Skip to content
Founders$49 once → 2 years of Pro ($98 value)Become Founder →
ClauLock

Security

The never-reveal invariant.

ClauLock's central guarantee is structural, not probabilistic: the Claude model never receives the plaintext value of a stored secret. The MCP surface is shaped so that no tool, under any input, returns a raw value. Enforcement happens at the socket, not in a prompt.

"Probabilistic" means a model could be talked into leaking under the right adversarial prompt. "Structural" means the leak path doesn't exist — there's no API call that returns a plaintext value to the model, regardless of how the model is prompted.

What ClauLock protects against

  • Transcript leaks. Shell commands referencing {{NAME}} are rewritten at the PreToolUse hook to run under clsec-exec; the placeholder stays in the transcript and the value is substituted at fork/exec.
  • Exfil via MCP. The MCP server runs under role Mcp, which the daemon blocks from calling Method::Resolve. A compromised MCP binary still cannot ask for a value.
  • Memory scraping. DEKs and the KEK live in mlocked pages and are zeroed on drop. Anti-debugger hardening (PT_DENY_ATTACH) is on the upcoming roadmap; for now ClauLock assumes an uncompromised user session.
  • Socket spoofing. The daemon binds a 0600 Unix socket in the user's runtime directory and verifies callers via SO_PEERCRED (Linux) / LOCAL_PEERPID (macOS), matching the peer binary against an allowlist.
  • Record-swap attacks. Each record is encrypted with the record id as AAD, so an attacker with write access to the vault cannot splice a ciphertext under a different name.

What ClauLock does not protect against

  • A fully compromised endpoint. Root-level malware with access to your kernel, your process memory, or your keyboard can always win. ClauLock raises the cost, not to infinity.
  • User-initiated leaks. If you ask Claude to "print my GitHub token," ClauLock will not hand it over — but if you paste it into chat yourself, the transcript will contain it. We can't protect you from you.
  • Remote services misusing secrets. Once curl sends your token to GitHub, GitHub has it. ClauLock is not a policy engine for upstream APIs.
  • Swap / hibernation leaks. mlock prevents paging of the daemon's sensitive pages; we still recommend encrypted swap.

Cryptographic details

passphrase  (macOS Keychain / freedesktop secret-service)
    ↓  Argon2id (m = 256 MiB, t = 3, p = 4)
KEK         (32 bytes)
    ↓  XChaCha20-Poly1305 wrap
DEK₁        (32 bytes, random, per record)
    ↓  XChaCha20-Poly1305  (AAD = record_id)
ciphertext₁
  • AEAD: XChaCha20-Poly1305, 24-byte random nonces, record id bound as AAD.
  • KDF: Argon2id with the OWASP parameters above; tuning knobs exposed for enterprise builds.
  • Rotation: rotating the passphrase re-wraps DEKs but does not re-encrypt every secret. Rotating a secret generates a fresh DEK and preserves id and created_at.
  • Vault format: append-only, atomically swapped on write, portable across machines when paired with the passphrase.

Roles and access control

Role Binary Can call Resolve?
Cli clsec, clsec-exec Yes
Mcp clsec-mcp No — blocked at the daemon
Ui Companion app (planned) Yes, with biometric approval

The Companion UI exception

The Companion UI is the only ClauLock surface that can show a secret's plaintext value, and only after a fresh Touch ID prompt for that specific reveal. This is a deliberate exception that respects the invariant: the Claude model still cannot pull the value through any path — the daemon's role gate denies Method::Reveal for every caller except CallerRole::Ui, and denies Method::Resolve for Mcp and Ui.

  • Ephemeral display. The value renders in the UI for 15 seconds and auto-hides. No shell history, no scrollback, no pager. Clipboard copies auto-clear after 20 seconds.
  • Per-action biometric. Vault-unlocked-an-hour-ago is not sufficient. Every reveal re-prompts Touch ID. Linux uses polkit (planned). Windows Hello support tracks the next Windows release.
  • Attributable. Every reveal lands in the audit log with tool=reveal, outcome=ok|denied — visible via clsec audit or in the UI's own audit timeline.
  • Out of scope: a compromised local user session. If an attacker controls the logged-in account, they can pass Touch ID with the user's finger or shoulder-surf the 15-second window. ClauLock is not a Yubikey replacement; it's an agent-context boundary. See docs/ui-reveal.md for the full trust-boundary diagram and protocol details.

Audit log

Every Add, Resolve, Rotate, and Delete is recorded with timestamp, caller PID, caller binary path, and result. Read it from the CLI:

clsec audit --limit 50

Reporting a vulnerability

Email [email protected] — do not open a public issue. We acknowledge within 48 hours and target a fix within 30 days for high-severity findings. Full policy and bounty tiers in SECURITY.md.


The entire set of lines below should be copied exactly.

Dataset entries
Segment Open
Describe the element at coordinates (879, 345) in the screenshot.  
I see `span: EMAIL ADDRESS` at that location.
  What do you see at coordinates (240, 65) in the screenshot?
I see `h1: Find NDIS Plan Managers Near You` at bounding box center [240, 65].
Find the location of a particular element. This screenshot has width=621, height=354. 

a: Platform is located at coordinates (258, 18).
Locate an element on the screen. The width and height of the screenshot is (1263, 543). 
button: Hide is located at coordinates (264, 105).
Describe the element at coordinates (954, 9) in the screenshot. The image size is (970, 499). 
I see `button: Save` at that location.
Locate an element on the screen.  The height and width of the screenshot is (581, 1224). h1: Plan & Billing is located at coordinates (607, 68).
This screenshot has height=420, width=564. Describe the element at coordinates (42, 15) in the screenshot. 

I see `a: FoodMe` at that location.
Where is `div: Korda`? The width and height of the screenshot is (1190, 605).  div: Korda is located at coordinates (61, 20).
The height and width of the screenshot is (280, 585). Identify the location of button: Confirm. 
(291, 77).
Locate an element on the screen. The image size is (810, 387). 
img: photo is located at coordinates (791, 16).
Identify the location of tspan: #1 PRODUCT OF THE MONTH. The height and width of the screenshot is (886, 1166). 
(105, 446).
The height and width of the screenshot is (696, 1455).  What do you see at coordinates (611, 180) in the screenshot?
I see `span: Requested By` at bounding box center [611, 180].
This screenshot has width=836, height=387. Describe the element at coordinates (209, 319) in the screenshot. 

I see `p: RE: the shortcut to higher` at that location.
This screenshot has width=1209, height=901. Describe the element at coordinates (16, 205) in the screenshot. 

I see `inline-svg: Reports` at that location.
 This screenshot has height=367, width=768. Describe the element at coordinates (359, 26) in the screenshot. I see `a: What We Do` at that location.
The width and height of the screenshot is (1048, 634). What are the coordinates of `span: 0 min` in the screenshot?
Segment Closed
__Written solution__
Describe the element at coordinates (879, 345) in the screenshot.  
I see `span: EMAIL ADDRESS` at that location.
  What do you see at coordinates (240, 65) in the screenshot?
I see `h1: Find NDIS Plan Managers Near You` at bounding box center [240, 65].
Find the location of a particular element. This screenshot has width=621, height=354. 

a: Platform is located at coordinates (258, 18).
Locate an element on the screen. The width and height of the screenshot is (1263, 543). 
button: Hide is located at coordinates (264, 105).
Describe the element at coordinates (954, 9) in the screenshot. The image size is (970, 499). 
I see `button: Save` at that location.
Locate an element on the screen.  The height and width of the screenshot is (581, 1224). h1: Plan & Billing is located at coordinates (607, 68).
This screenshot has height=420, width=564. Describe the element at coordinates (42, 15) in the screenshot. 

I see `a: FoodMe` at that location.
Where is `div: Korda`? The width and height of the screenshot is (1190, 605).  div: Korda is located at coordinates (61, 20).
The height and width of the screenshot is (280, 585). Identify the location of button: Confirm. 
(291, 77).
Locate an element on the screen. The image size is (810, 387). 
img: photo is located at coordinates (791, 16).
Identify the location of tspan: #1 PRODUCT OF THE MONTH. The height and width of the screenshot is (886, 1166). 
(105, 446).
The height and width of the screenshot is (696, 1455).  What do you see at coordinates (611, 180) in the screenshot?
I see `span: Requested By` at bounding box center [611, 180].
This screenshot has width=836, height=387. Describe the element at coordinates (209, 319) in the screenshot. 

I see `p: RE: the shortcut to higher` at that location.
This screenshot has width=1209, height=901. Describe the element at coordinates (16, 205) in the screenshot. 

I see `inline-svg: Reports` at that location.
 This screenshot has height=367, width=768. Describe the element at coordinates (359, 26) in the screenshot. I see `a: What We Do` at that location.
The width and height of the screenshot is (1048, 634). What are the coordinates of `span: 0 min` in the screenshot?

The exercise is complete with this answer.